This SO question & answers and DOM level3 docs states that manual events are dispatched synchronously in browsers. My question, however, relates to user-related events (real clicks), not manually triggered ones.
I created a small jsfiddle demo with a button + onclick handler, the handler does some synchronous work for 2 seconds (blocking sync wait, long enough for my eye to see what's going on). Open console to see console.log
s.
The test. I click several times on the button. Although the first click (and its synchronous processing) makes the button pushed down (looks like disabled), other clicks are stored as well and processed later, asynchronously, via event loop.
The questions are:
- when does event dispatching exactly happen? Are user events (e.g. a click) immediately pushed to JS message queue or is there an intermediate Web API queue... or in other words - which queue is this event dispatching related to?
- what does it mean that most events (
click
,blur
, etc - except forload
) are processed synchronously in case of user events (not manual ones)? Given the test above, 1st click makes synchronous blocking callback executed (I expect nothing else to happen in the meantime) and, anyway, next clicks are stored in a queue. So storing events is parallel anyway (has to be, since main javascirpt thread is busy). Would there be any difference, theoretically, it events were processed asynchronously?
slightly modified demo shows that for a given click event, the event bubbles up and calls all related event handlers, like if event bubbling was blocking, until anything else (timeout in this example) can happen. But still it's not clear why is event dispatching synchronous.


● WHAT TO WORK ON:
Whenever a line in the data holds the string "image", pull that line out.
==== PROVIDED RECORDS ====
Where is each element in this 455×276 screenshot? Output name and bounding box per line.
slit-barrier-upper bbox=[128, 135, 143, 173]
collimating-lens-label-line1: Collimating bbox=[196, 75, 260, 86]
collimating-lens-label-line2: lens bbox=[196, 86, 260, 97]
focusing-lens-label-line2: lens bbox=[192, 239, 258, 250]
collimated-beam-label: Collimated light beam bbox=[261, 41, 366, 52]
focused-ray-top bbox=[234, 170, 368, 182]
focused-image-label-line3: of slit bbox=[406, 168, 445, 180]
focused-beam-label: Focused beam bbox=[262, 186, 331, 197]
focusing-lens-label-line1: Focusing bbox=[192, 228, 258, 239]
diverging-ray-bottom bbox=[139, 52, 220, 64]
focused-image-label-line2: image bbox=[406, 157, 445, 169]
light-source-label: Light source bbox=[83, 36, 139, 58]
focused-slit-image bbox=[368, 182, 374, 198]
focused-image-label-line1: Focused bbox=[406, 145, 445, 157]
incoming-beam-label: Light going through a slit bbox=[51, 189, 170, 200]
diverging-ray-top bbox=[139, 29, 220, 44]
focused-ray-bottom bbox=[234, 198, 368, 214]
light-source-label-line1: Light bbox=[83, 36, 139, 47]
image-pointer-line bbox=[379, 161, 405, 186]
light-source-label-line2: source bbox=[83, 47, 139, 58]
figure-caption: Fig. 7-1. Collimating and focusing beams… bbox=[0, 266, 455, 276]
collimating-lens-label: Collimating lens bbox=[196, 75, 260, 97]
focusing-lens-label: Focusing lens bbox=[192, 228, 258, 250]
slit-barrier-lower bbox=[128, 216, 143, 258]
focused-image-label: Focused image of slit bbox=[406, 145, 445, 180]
====
● SOLUTION:
focused-image-label-line3: of slit bbox=[406, 168, 445, 180]
focused-image-label-line2: image bbox=[406, 157, 445, 169]
focused-slit-image bbox=[368, 182, 374, 198]
focused-image-label-line1: Focused bbox=[406, 145, 445, 157]
image-pointer-line bbox=[379, 161, 405, 186]
focused-image-label: Focused image of slit bbox=[406, 145, 445, 180]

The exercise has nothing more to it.